Age-friendly changes to local planning debated

Published: January 29, 2013 

Tattnall Square and Second Street draw AARP interest

The advisory council working on making Macon-Bibb County more “age-friendly” is working on its initiatives, and those are likely to be part of other projects, some already under way.

The group met Tuesday morning at the Greater Macon Chamber of Commerce.

Myrtle Habersham, AARP key volunteer for Macon and Bibb County, emphasized this is the first community in the United States to join the worldwide network, sponsored by AARP and the World Health Organization. But that recognition comes with a local commitment to take practical steps toward making this area more welcoming to senior citizens in all spheres of life.

Macon Mayor Robert Reichert said he hopes the group doesn’t plan in isolation but also seeks input on features of ongoing construction projects.

AARP-inspired ideas are already going into improvements on grant-funded work in Tattnall Square Park, he said.

“We have incorporated into that plan a lot of what Dan Burden dreamed about, and hoped might be done sometime in the future,” Reichert said.
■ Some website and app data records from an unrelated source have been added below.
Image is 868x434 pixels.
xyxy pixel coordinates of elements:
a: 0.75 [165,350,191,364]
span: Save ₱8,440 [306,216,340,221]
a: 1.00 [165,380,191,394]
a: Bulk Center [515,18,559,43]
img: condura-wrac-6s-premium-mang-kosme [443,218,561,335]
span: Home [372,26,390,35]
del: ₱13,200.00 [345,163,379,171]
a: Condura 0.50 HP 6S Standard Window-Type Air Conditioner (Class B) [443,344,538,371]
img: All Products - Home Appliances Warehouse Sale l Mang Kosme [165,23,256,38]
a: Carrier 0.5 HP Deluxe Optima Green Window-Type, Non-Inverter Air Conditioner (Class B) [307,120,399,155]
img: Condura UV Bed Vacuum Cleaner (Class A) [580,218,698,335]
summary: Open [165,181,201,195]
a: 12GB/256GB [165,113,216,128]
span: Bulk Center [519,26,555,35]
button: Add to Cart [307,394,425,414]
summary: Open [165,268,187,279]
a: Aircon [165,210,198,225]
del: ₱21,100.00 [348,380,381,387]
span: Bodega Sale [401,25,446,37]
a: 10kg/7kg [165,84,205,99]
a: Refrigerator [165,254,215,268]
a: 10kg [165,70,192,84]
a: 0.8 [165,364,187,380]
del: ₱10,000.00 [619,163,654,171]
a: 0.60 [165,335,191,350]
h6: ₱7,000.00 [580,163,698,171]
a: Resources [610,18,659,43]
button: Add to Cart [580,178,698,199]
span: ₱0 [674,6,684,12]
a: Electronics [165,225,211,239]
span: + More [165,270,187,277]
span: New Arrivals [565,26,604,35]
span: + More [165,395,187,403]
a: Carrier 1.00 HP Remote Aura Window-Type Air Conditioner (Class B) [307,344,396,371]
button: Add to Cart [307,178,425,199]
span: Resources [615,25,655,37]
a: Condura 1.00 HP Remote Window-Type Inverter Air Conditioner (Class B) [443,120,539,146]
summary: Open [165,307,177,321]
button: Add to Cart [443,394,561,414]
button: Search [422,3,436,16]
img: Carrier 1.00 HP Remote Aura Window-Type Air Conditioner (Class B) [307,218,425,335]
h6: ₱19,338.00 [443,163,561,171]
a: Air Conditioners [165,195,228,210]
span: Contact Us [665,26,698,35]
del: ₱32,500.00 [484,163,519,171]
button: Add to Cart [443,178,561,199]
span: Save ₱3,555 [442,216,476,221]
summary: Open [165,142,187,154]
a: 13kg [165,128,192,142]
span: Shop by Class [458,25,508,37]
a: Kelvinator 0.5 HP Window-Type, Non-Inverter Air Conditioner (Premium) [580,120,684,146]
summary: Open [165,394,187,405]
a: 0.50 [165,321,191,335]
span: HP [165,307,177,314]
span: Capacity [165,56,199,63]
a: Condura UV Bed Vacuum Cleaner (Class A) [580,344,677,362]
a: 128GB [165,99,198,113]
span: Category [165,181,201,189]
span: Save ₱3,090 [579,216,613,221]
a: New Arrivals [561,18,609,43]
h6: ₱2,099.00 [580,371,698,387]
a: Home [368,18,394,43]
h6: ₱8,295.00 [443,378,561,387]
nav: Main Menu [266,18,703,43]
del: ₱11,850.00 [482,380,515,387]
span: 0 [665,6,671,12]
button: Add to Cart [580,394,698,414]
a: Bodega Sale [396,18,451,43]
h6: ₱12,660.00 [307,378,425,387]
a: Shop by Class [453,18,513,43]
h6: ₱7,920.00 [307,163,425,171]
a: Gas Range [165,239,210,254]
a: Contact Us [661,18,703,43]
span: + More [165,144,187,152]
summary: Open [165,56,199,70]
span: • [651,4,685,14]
Burden, from the Walkable and Livable Communities Institute, toured the park in August to suggest changes at the AARP’s behest.

The changes to College Street by the park include the city’s first roundabout, at the corner of Oglethorpe Street. That will comply with the “complete streets” policy Macon City Council adopted to serve walkers, bikers and other forms of transportation besides cars, Reichert said.
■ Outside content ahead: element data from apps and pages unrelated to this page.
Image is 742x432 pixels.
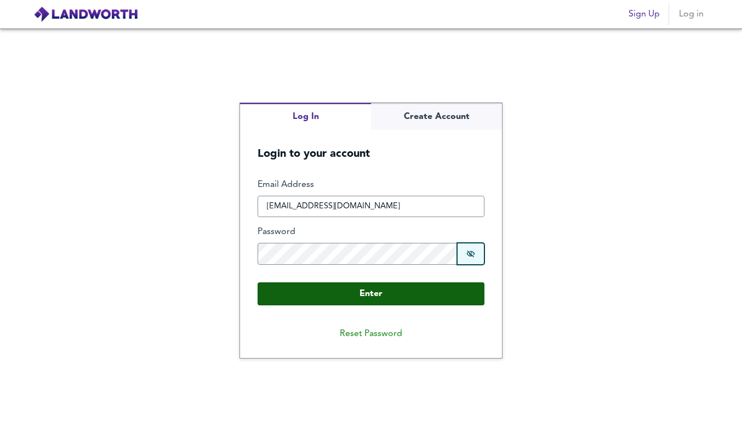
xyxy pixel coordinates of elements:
[240,103,371,130] button: Log In
[258,196,485,218] input: e.g. joe@bloggs.com
[674,3,709,25] button: Log in
[678,7,704,22] span: Log in
[33,6,138,22] img: logo
[331,323,411,345] button: Reset Password
[258,282,485,305] button: Enter
[624,3,664,25] button: Sign Up
[371,103,502,130] button: Create Account
[258,179,485,191] label: Email Address
[457,243,485,265] button: Show password
[629,7,660,22] span: Sign Up
[258,226,485,238] label: Password
[240,130,502,161] h5: Login to your account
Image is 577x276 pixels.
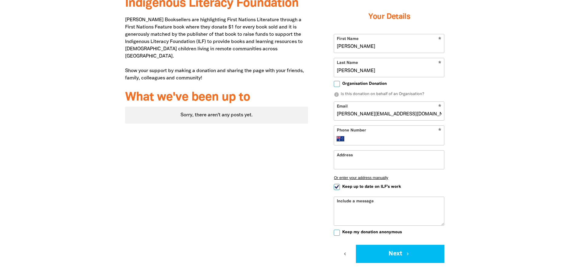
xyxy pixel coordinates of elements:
i: Required [438,128,441,134]
h3: What we've been up to [125,91,308,104]
h3: Your Details [334,5,444,29]
div: Paginated content [125,107,308,124]
i: chevron_right [405,251,410,257]
div: Sorry, there aren't any posts yet. [125,107,308,124]
button: Or enter your address manually [334,175,444,180]
span: Keep up to date on ILF's work [342,184,401,190]
span: Organisation Donation [342,81,387,87]
i: info [334,92,339,97]
p: [PERSON_NAME] Booksellers are highlighting First Nations Literature through a First Nations Featu... [125,16,308,82]
input: Keep my donation anonymous [334,230,340,236]
button: chevron_left [334,245,356,263]
button: Next chevron_right [356,245,444,263]
input: Keep up to date on ILF's work [334,184,340,190]
input: Organisation Donation [334,81,340,87]
i: chevron_left [342,251,348,257]
span: Keep my donation anonymous [342,229,402,235]
p: Is this donation on behalf of an Organisation? [334,91,444,98]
Andrew Silver, chairman of the Friends of Tattnall Square Park volunteer group, said 215 new trees have been planted in the park instead of the originally planned 160, thanks to additional donations. The Knight Neighborhood Challenge grant that funded the initial planting spurred many more donors, he said. Now the group is seeking another $100,000 grant for a new park gateway and wide “AARP-friendly” trail through the trees, Silver said.
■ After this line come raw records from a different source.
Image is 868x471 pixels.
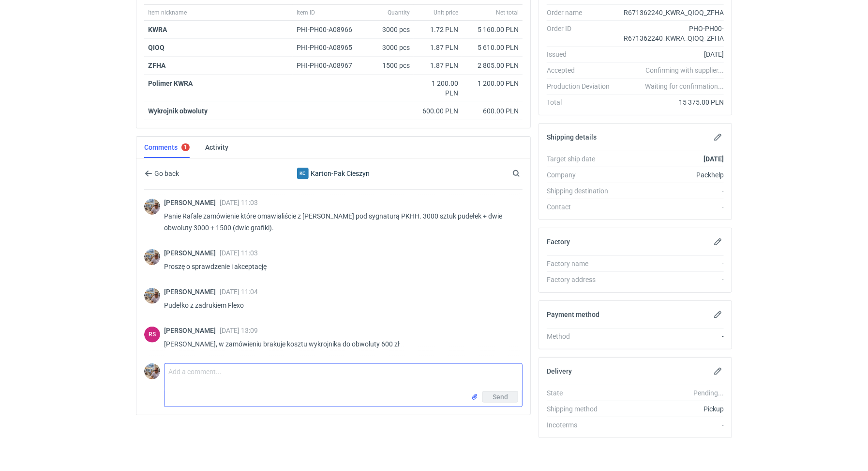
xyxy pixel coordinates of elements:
div: 2 805.00 PLN [466,60,519,70]
img: Michał Palasek [144,249,160,265]
div: 3000 pcs [366,39,414,57]
div: Karton-Pak Cieszyn [254,168,412,179]
strong: [DATE] [703,155,724,163]
input: Search [511,168,542,179]
span: Net total [496,9,519,17]
div: 1.87 PLN [418,42,459,52]
div: Accepted [547,65,617,75]
div: Karton-Pak Cieszyn [297,168,309,179]
div: Shipping destination [547,186,617,196]
div: 5 610.00 PLN [466,42,519,52]
span: Item ID [297,9,315,17]
span: [DATE] 13:09 [220,327,258,334]
button: Send [483,391,518,402]
div: 5 160.00 PLN [466,25,519,34]
h2: Shipping details [547,133,597,141]
div: Production Deviation [547,82,617,91]
button: Edit payment method [712,308,724,320]
div: Shipping method [547,404,617,414]
div: Total [547,98,617,107]
div: - [617,331,724,341]
div: Pickup [617,404,724,414]
em: Confirming with supplier... [646,67,724,74]
div: 1.72 PLN [418,25,459,34]
div: Issued [547,49,617,59]
p: [PERSON_NAME], w zamówieniu brakuje kosztu wykrojnika do obwoluty 600 zł [164,338,515,350]
img: Michał Palasek [144,199,160,215]
span: [DATE] 11:04 [220,288,258,296]
div: Packhelp [617,170,724,180]
h2: Payment method [547,311,600,318]
button: Go back [144,168,180,179]
figcaption: RS [144,327,160,342]
span: [PERSON_NAME] [164,249,220,257]
img: Michał Palasek [144,363,160,380]
strong: QIOQ [148,44,165,51]
div: PHI-PH00-A08966 [297,25,362,34]
span: Unit price [434,9,459,17]
button: Edit shipping details [712,132,724,143]
div: - [617,202,724,212]
h2: Factory [547,238,570,246]
button: Edit delivery details [712,365,724,376]
strong: Wykrojnik obwoluty [148,107,208,115]
strong: KWRA [148,26,167,33]
span: [PERSON_NAME] [164,288,220,296]
div: Target ship date [547,154,617,164]
div: PHO-PH00-R671362240_KWRA_QIOQ_ZFHA [617,23,724,43]
em: Pending... [693,389,724,397]
div: Factory address [547,274,617,284]
div: 600.00 PLN [466,106,519,116]
div: 1500 pcs [366,57,414,75]
span: [DATE] 11:03 [220,249,258,257]
p: Proszę o sprawdzenie i akceptację [164,261,515,272]
div: R671362240_KWRA_QIOQ_ZFHA [617,8,724,17]
div: Incoterms [547,420,617,429]
div: 15 375.00 PLN [617,98,724,107]
span: Send [493,393,508,400]
p: Panie Rafale zamówienie które omawialiście z [PERSON_NAME] pod sygnaturą PKHH. 3000 sztuk pudełek... [164,210,515,234]
figcaption: KC [297,168,309,179]
div: 3000 pcs [366,21,414,39]
div: 600.00 PLN [418,106,459,116]
h2: Delivery [547,367,572,375]
div: [DATE] [617,49,724,59]
span: [DATE] 11:03 [220,199,258,206]
div: Company [547,170,617,180]
a: Comments1 [144,137,190,158]
a: Activity [205,137,228,158]
div: - [617,420,724,429]
div: Factory name [547,259,617,268]
strong: ZFHA [148,61,165,70]
p: Pudełko z zadrukiem Flexo [164,299,515,311]
img: Michał Palasek [144,288,160,304]
div: State [547,388,617,398]
div: 1 200.00 PLN [466,79,519,88]
div: - [617,274,724,284]
button: Edit factory details [712,236,724,247]
div: Rafał Stani [144,327,160,342]
div: - [617,259,724,268]
div: Order name [547,8,617,17]
div: PHI-PH00-A08967 [297,60,362,70]
span: Go back [153,170,179,177]
div: PHI-PH00-A08965 [297,42,362,52]
span: [PERSON_NAME] [164,199,220,206]
div: - [617,186,724,196]
div: Method [547,331,617,341]
span: Item nickname [148,9,187,17]
strong: Polimer KWRA [148,79,193,87]
em: Waiting for confirmation... [645,82,724,91]
div: Contact [547,202,617,212]
span: [PERSON_NAME] [164,327,220,334]
span: Quantity [388,9,410,17]
div: Order ID [547,23,617,43]
div: 1 200.00 PLN [418,79,459,98]
div: 1 [184,144,187,150]
div: 1.87 PLN [418,60,459,70]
Other age-friendly features such as good lighting, lots of green space and easily-accessible public transit -- first buses, then a streetcar -- are to be incorporated in the revitalized Second Street corridor, said Daniel Foth, vice president of CHA Consulting.

The Second Street corridor, which Reichert has promoted for several years, is intended to connect Coliseum Medical Center, the Macon Coliseum and convention center on the east side of the Ocmulgee River with downtown, The Medical Center of Central Georgia and Mercer University.

A revised plan extends to Gray Highway, Foth said.

That two-mile stretch should become a “live-work-play kind of corridor,” in which residents could meet their basic needs without having a car, he said.

The latest version of the plan will be presented to Macon City Council in February, Foth said. In it, the planned connector between Second Street and Little Richard Penniman Boulevard has been altered to follow existing streets as closely as possible, minimizing impact on surrounding neighborhoods, he said.